> _Supplied material_:
━━━━━━━━━━━━━━━━━━━━
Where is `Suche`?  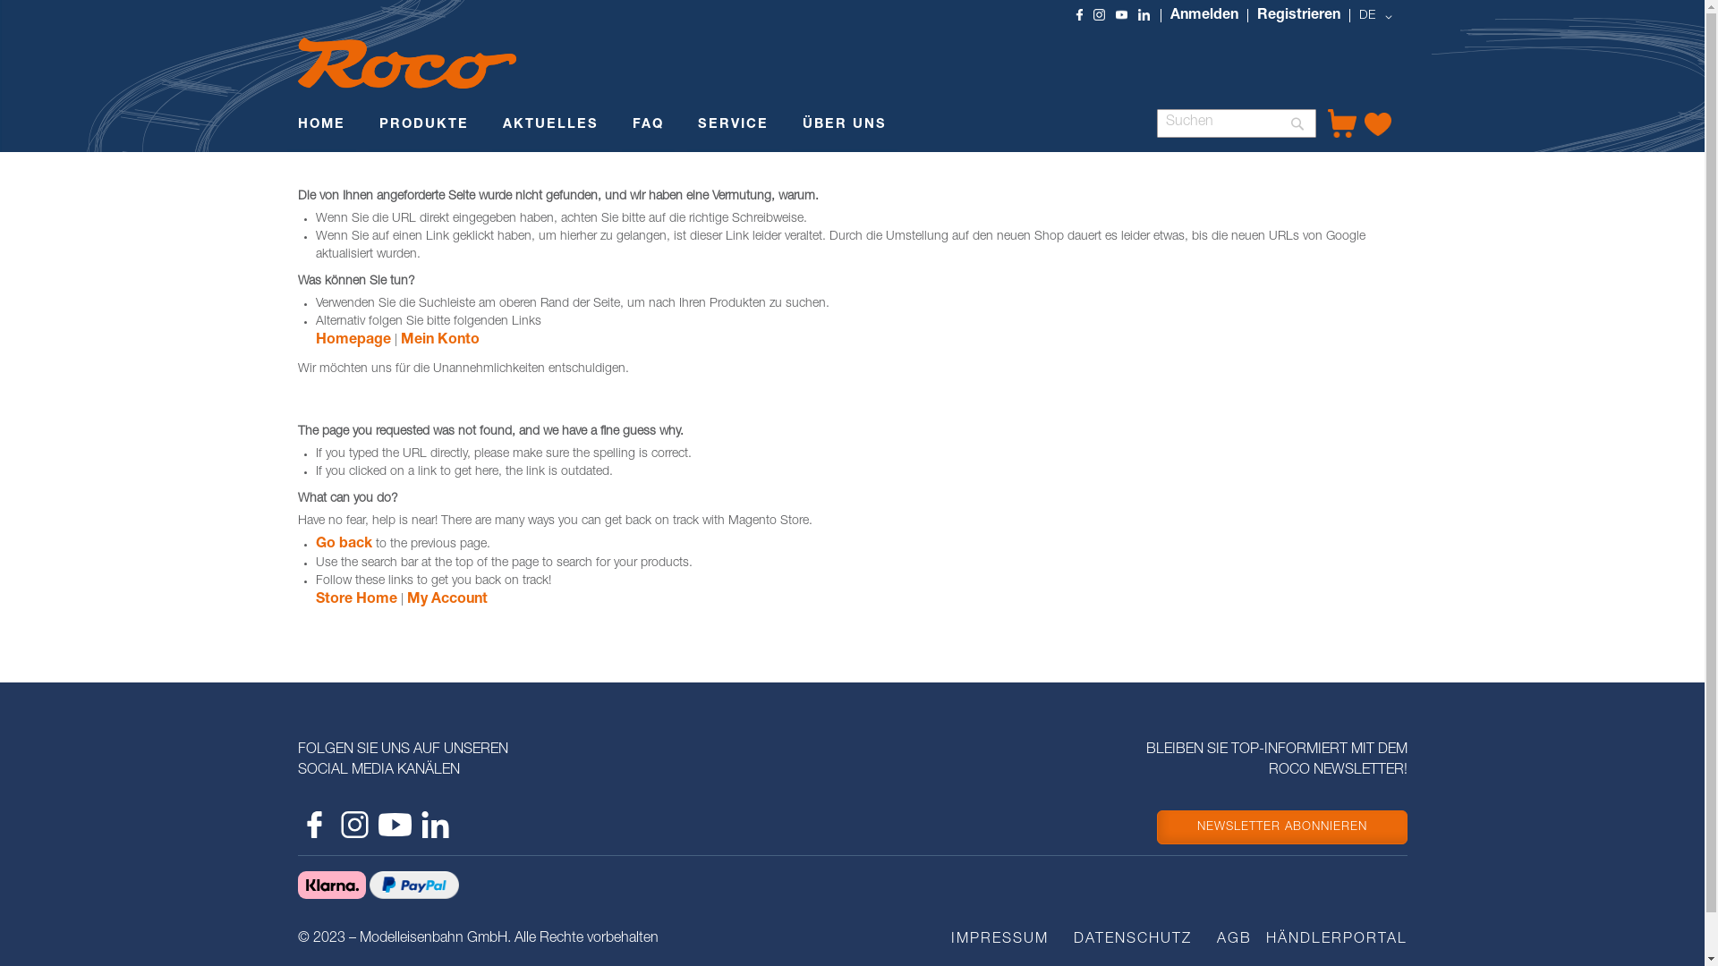
Suche is located at coordinates (1297, 123).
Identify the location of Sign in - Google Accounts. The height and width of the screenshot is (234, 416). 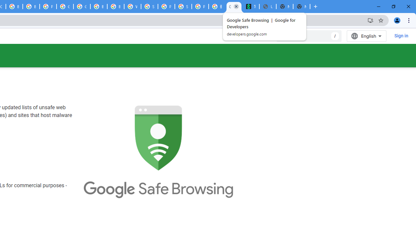
(150, 7).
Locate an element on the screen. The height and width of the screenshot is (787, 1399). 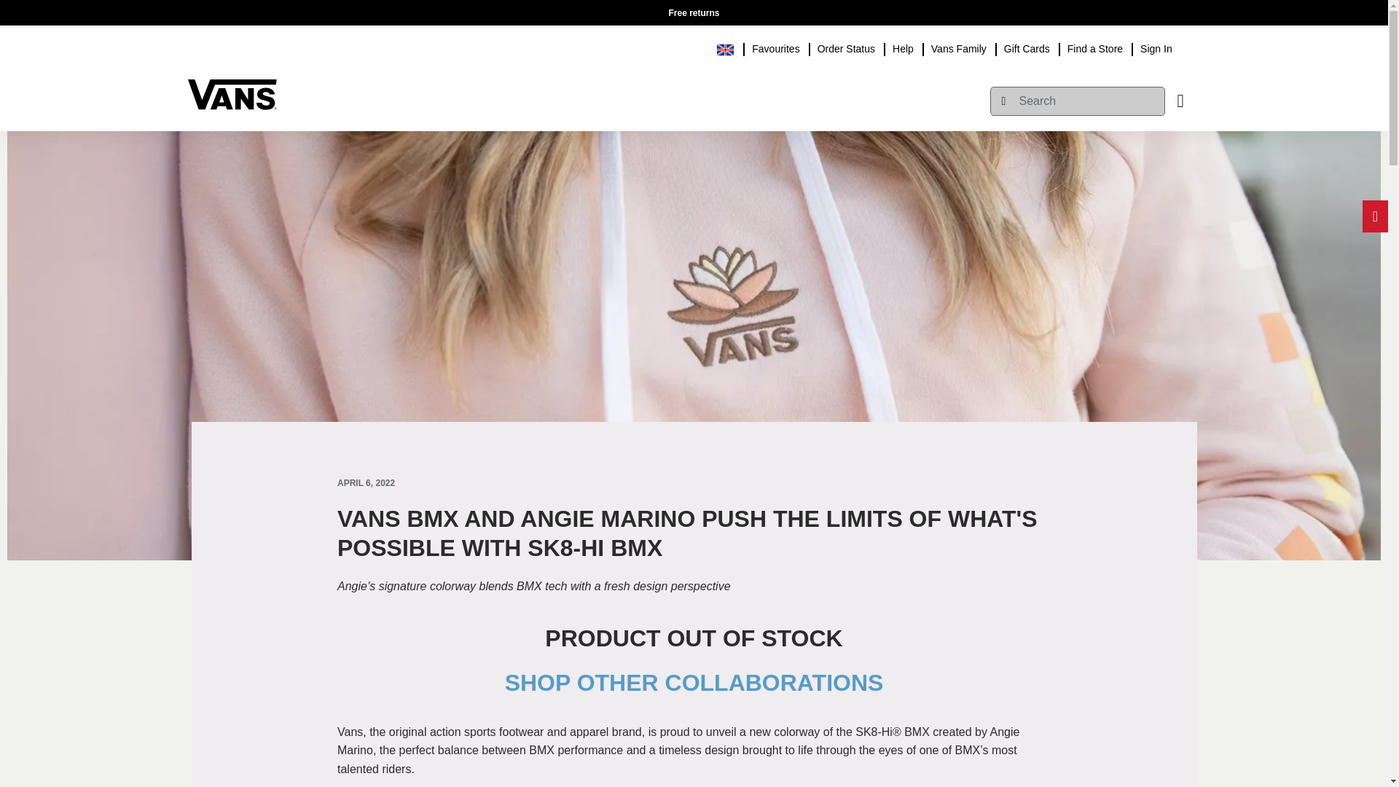
Skip to main content is located at coordinates (194, 7).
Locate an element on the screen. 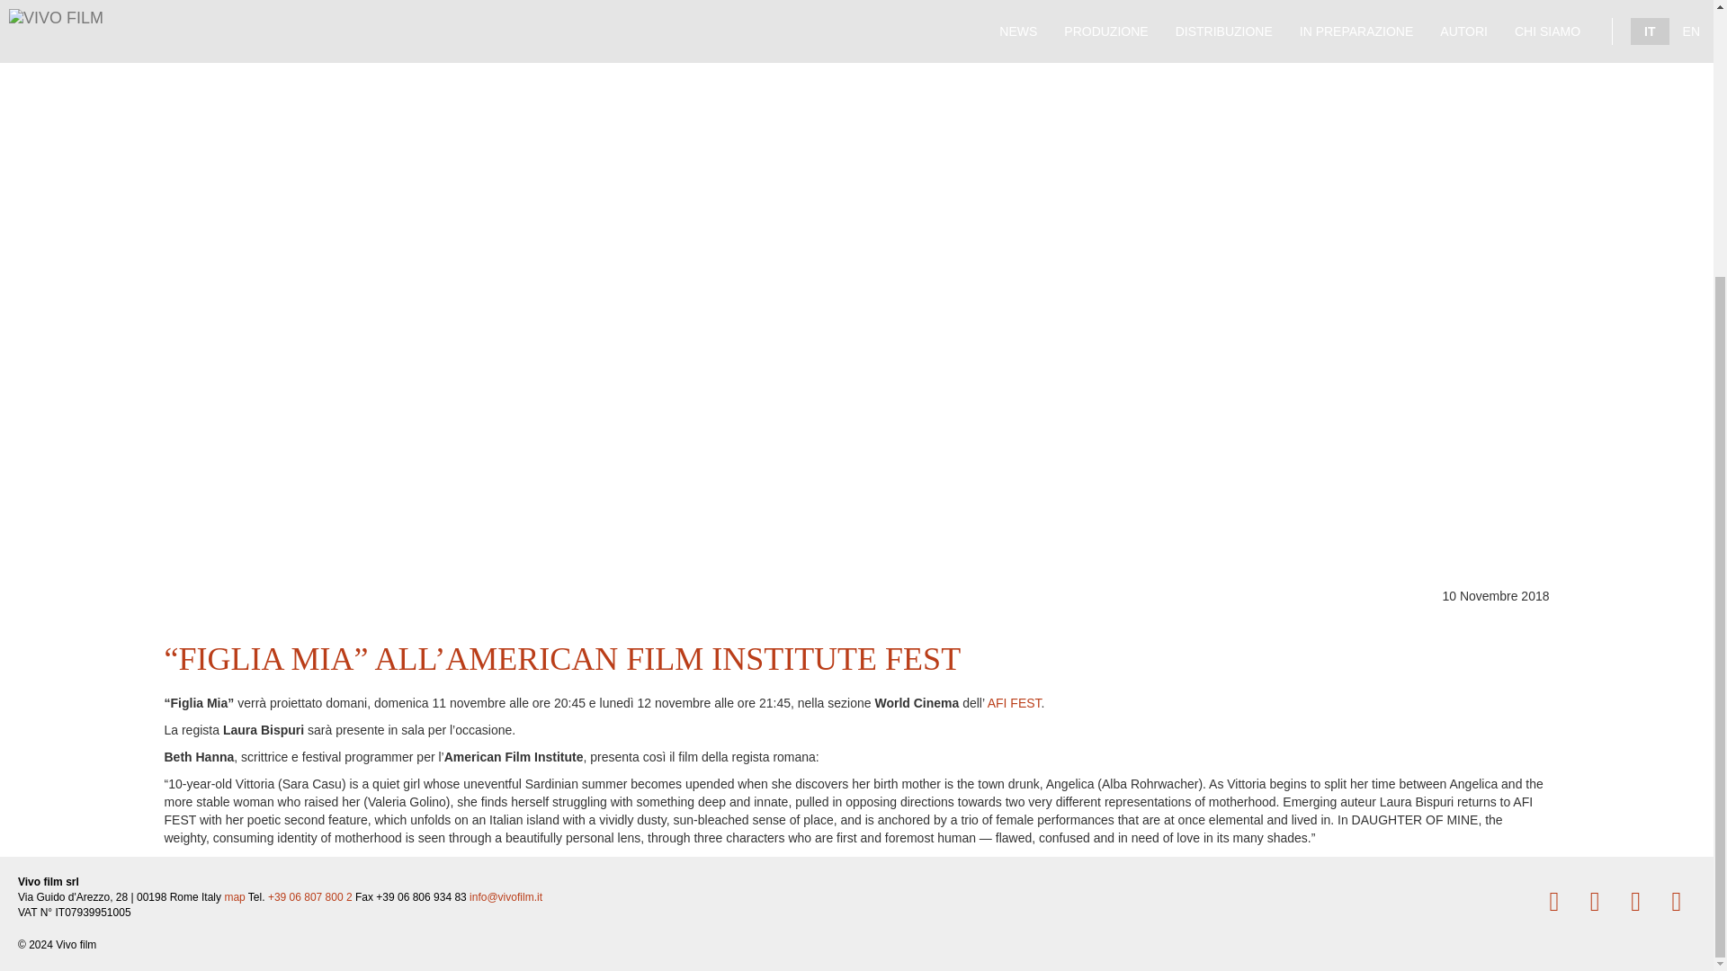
━━━━━━━━━━━━━━━━━━━━
> _What is required_:
Leave out every picture and copy, exactly as written, the lines from the one with "Locate an element on the screen. The" through the end of the records above.

> _Answer area_:
Locate an element on the screen. The height and width of the screenshot is (787, 1399). 
Skip to main content is located at coordinates (194, 7).
Locate an element on the screen. 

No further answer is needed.